Okay, I’m done now. ***

Louise not only cheers on my chocolate obsession through considered comments on this blog, she’s even gone so far as to send me a parcel of chocolate from her holiday in New Zealand. Louise, I thank you profusely for your generosity. Smileface!

Bennetts of Mangawhai 70% Dark Chocolate

Bennetts of Mangawhai 70% Dark ChocolateAccording to the Bennetts of Mangawhai website, the chocolate pictured above is simply one of many delicious creations made by Mary and Clayton Bennett who, after training in Europe, set up a chocolaterie in Mangawhai, New Zealand. I was delighted to get the chance to sample a non-Whittaker’s New Zealand chocolate, and found myself opening my bar of 70% Dark Chocolate with eagerness.
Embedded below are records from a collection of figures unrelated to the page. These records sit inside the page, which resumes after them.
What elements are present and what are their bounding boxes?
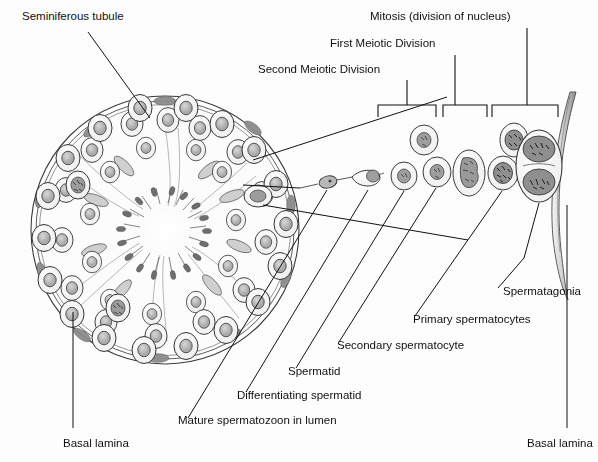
cell-spermatid <box>391 162 417 190</box>
label-mitosis: Mitosis (division of nucleus) <box>370 10 511 23</box>
bracket-first-meiotic <box>443 105 487 117</box>
label-spermatid: Spermatid <box>288 365 340 378</box>
cell-spermatid-upper <box>410 125 438 155</box>
cell-secondary-spermatocyte <box>423 157 451 187</box>
basal-lamina-wall-right <box>552 92 576 300</box>
leader-spermatogonia-2 <box>524 203 539 258</box>
cell-primary-spermatocyte-lower <box>488 156 518 190</box>
leader-spermatogonia <box>498 258 524 288</box>
germ-cell-series <box>300 123 562 202</box>
label-primary-spermatocytes: Primary spermatocytes <box>413 313 531 326</box>
figure-canvas: Seminiferous tubule Mitosis (division of… <box>0 0 598 462</box>
label-seminiferous-tubule: Seminiferous tubule <box>22 10 124 23</box>
cell-primary-spermatocyte-elongate <box>453 150 485 196</box>
cell-differentiating-spermatid <box>352 170 384 186</box>
label-mature-spermatozoon: Mature spermatozoon in lumen <box>178 414 337 427</box>
label-spermatogonia: Spermatagonia <box>503 285 581 298</box>
cell-spermatogonia-dividing-pair <box>516 130 562 202</box>
bracket-mitosis <box>492 105 558 117</box>
label-differentiating-spermatid: Differentiating spermatid <box>237 389 361 402</box>
tubule-cross-section <box>31 95 299 365</box>
label-basal-lamina-right: Basal lamina <box>527 437 593 450</box>
leader-primary-spermatocytes <box>415 191 502 316</box>
label-second-meiotic-division: Second Meiotic Division <box>258 63 380 76</box>
label-first-meiotic-division: First Meiotic Division <box>330 37 435 50</box>
label-basal-lamina-left: Basal lamina <box>63 437 129 450</box>
label-secondary-spermatocyte: Secondary spermatocyte <box>337 339 464 352</box>
bracket-second-meiotic <box>378 105 436 117</box>
cell-mature-spermatozoon <box>300 174 352 189</box>
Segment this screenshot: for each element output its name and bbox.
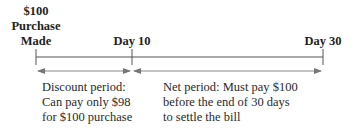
made-word: Made [6,34,66,49]
day-10-text: Day 10 [107,34,157,49]
net-period-description: Net period: Must pay $100 before the end… [163,80,298,125]
day-30-label: Day 30 [298,34,348,49]
purchase-marker-label: $100 Purchase Made [6,4,66,49]
discount-line-1: Discount period: [42,80,132,95]
purchase-word: Purchase [6,19,66,34]
net-line-1: Net period: Must pay $100 [163,80,298,95]
discount-line-3: for $100 purchase [42,110,132,125]
day-10-label: Day 10 [107,34,157,49]
net-line-3: to settle the bill [163,110,298,125]
discount-period-description: Discount period: Can pay only $98 for $1… [42,80,132,125]
day-30-text: Day 30 [298,34,348,49]
discount-line-2: Can pay only $98 [42,95,132,110]
purchase-amount: $100 [6,4,66,19]
net-line-2: before the end of 30 days [163,95,298,110]
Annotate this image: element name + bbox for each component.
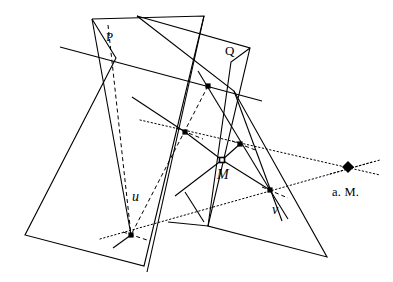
dotted-lines-group [100, 120, 380, 239]
node-mid-right-dot [237, 141, 242, 146]
dashed-lowerleft-tick [123, 232, 150, 241]
line-q-left-edge [147, 16, 204, 272]
node-upper-mid-dot [205, 83, 210, 88]
line-u-extension [113, 235, 131, 248]
solid-lines-group [60, 16, 288, 272]
ray-from-upper-dot-down [198, 71, 270, 190]
chord-mid-to-center [185, 132, 222, 160]
point-markers-group [128, 83, 354, 237]
node-lower-left-dot [128, 232, 133, 237]
point-m-label: M [217, 168, 229, 182]
node-center-m [220, 158, 225, 163]
line-v-label: v [272, 203, 278, 217]
chord-upper-to-mid [132, 97, 185, 132]
node-lower-right-dot [267, 187, 272, 192]
plane-q-label: Q [225, 44, 234, 57]
figure-canvas [0, 0, 393, 282]
plane-p-label: P [106, 30, 113, 43]
bracket-short [185, 192, 204, 222]
absolute-point-label: a. M. [332, 186, 359, 199]
dashed-lines-group [108, 25, 288, 241]
node-absolute-point [342, 161, 354, 173]
chord-center-to-lowerright [222, 160, 270, 190]
dashed-p-to-lowerleft [108, 25, 131, 235]
geometric-figure: P Q u v M a. M. [0, 0, 393, 282]
node-mid-left-dot [182, 129, 187, 134]
line-u-label: u [132, 190, 139, 204]
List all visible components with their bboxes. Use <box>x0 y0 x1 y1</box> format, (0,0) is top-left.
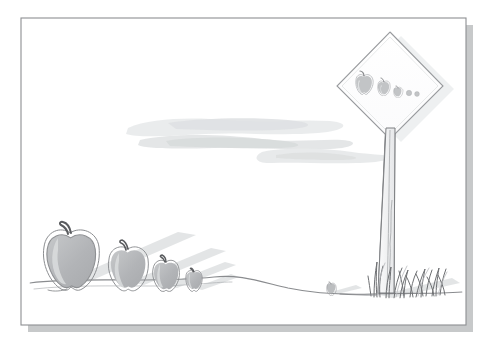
sign-dot-2 <box>415 92 420 97</box>
apple-4 <box>186 268 202 291</box>
illustration-canvas: Apple Sequence Roadside Illustration App… <box>0 0 493 353</box>
sign-dot-1 <box>406 90 411 95</box>
scene-svg <box>0 0 493 353</box>
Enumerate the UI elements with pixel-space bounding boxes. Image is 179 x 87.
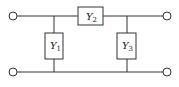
terminal-top-left	[9, 12, 17, 20]
pi-network-diagram: Y2 Y1 Y3	[0, 0, 179, 87]
terminal-top-right	[163, 12, 171, 20]
terminal-bottom-left	[9, 68, 17, 76]
terminal-bottom-right	[163, 68, 171, 76]
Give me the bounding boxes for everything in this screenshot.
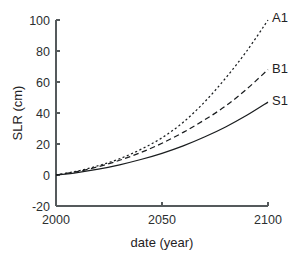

As soon as the chocolate came into view, I became transfixed by the fine straight lines running down each square of brown-black chocolate, so much so that I almost missed the chocolate’s subtle aromas of lychee, golden syrup, rooibos tea, cloves, and cocoa powder.

Bennetts of Mangawhai 70% Dark ChocolateLuckily, I managed to pull myself away from the hypnotic embossing on the chocolate, but was almost immediately distracted again by the way in which the name “Mangawhai” reminds me of “Mogwai”, that super-cute pre-evil-gremlin creature.

Eventually, though, I managed to focus on the chocolate itself.

And what a treat it was! Louise, you done good. While I’ve often shied away from 70% range in favour of darker chocolates, I was thrilled by the undulating waves of cream, smoke, caramel fudge, muscovado sugar, butter, and lingering rich deep chocolatiness that swept over me with each bite of this chocolate.

Bennetts of Mangawhai 70% Dark ChocolateThe texture provided a slight resistance before melting into a dense fudginess, and every time I let the chocolate dissolve on my tongue I was amazed by how, right when you thought the flavour must finally vanish, a burst of floral, caramel-esque, dusky, woodsy, not-burnt-not-acidic-not-sour-but-vanilla-marshmallow-tinted chocolate deliciousness would appear.

Having now discovered that Bennetts of Mangawhai makes a dark chocolate worthy of savouring, I can’t help longing to try the same company’s Feijoa Chocolate.

Anyone want to buy me a return ticket to New Zealand?